Plight of Ybor City’s famous feathered fowl at heart of annual art exhibit
YBOR CITY, Fla. - Lynn Rattray’s passion for painting feathered fowl developed eight years ago when she saw a chicken sitting on the railroad tracks in Ybor City for the first time. “I sat there and started observing him,” Rattray explained. “The sun glinting off its feathers, the iridescence. I became enthralled with its beauty. It grabbed a part of my heart.”
The retired school principal had just started painting and wanted to capture the essence of the chicken. “I got out my little brush and I painted 12 roosters," she said. "Partially out of my imagination. Partially out of my memory and photographs.”
Over the years, Rattray gained worldwide attention for her artwork. It was even published in Chickens Magazine, an internationally-circulated periodical. Throughout February, her lively paintings and drawings will be on display at Tre Amici at the Bunker in the chicken’s hometown of Ybor City.
Though Rattray admits she’s been painting some of the same chickens repeatedly over the years, each painting is different. As she explains, “There is a new little spark of their personality that comes out in each painting.”
The paintings are based largely on Maisie Mae, the hen often referred to as the queen mother of the Ybor chickens. Rattray explained, “She was a little hen, tiny as tiny can be, but she ruled this place.”
Rattray said she speaks with the chickens regularly and sometimes has to distance herself from her feathered friends because losing one of the birds is like losing a pet. She hopes the art exhibit brings awareness to the plight of the Ybor City chickens. “If you drive through Ybor on the streets, put your cellphone down, put your eyes on the road, and if you see a chicken in the middle of it, that chicken owns the right away,” Rattray said.
The annual ‘Chickens and Friends’ art exhibit can be seen for free at Tre Amici at the Bunker, 1907 North 19th Street, Ybor City, from 7 a.m. – 6 p.m.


■ Description of the task
Count the lines below that include "button". Only the number should be given.

■ Provided material
☆ ☆ ☆ ☆ ☆

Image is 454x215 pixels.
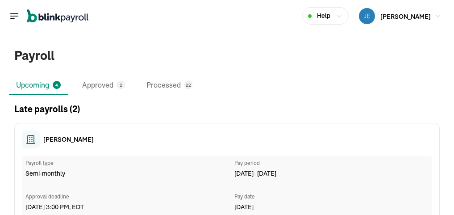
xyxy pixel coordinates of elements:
span: Help [317,11,330,21]
span: [DATE] - [DATE] [234,169,429,178]
button: [PERSON_NAME] [355,6,445,26]
h1: Payroll [14,46,54,65]
span: Semi-monthly [25,169,220,178]
span: [DATE] [234,202,254,212]
span: Pay date [234,192,429,200]
span: [PERSON_NAME] [43,135,94,144]
iframe: Chat Widget [409,172,454,215]
span: 2 [120,82,122,88]
span: Pay period [234,159,429,167]
li: Approved [75,76,132,95]
li: Processed [139,76,200,95]
span: Payroll type [25,159,220,167]
span: 22 [186,82,191,88]
span: Approval deadline [25,192,220,200]
span: [DATE] 3:00 PM, EDT [25,202,220,212]
h2: Late payrolls ( 2 ) [14,102,80,116]
nav: Global [9,3,88,29]
button: Help [302,7,349,25]
li: Upcoming [9,76,68,95]
span: 4 [55,82,58,88]
span: [PERSON_NAME] [380,13,431,21]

☆ ☆ ☆ ☆ ☆

■ Answer to this task
2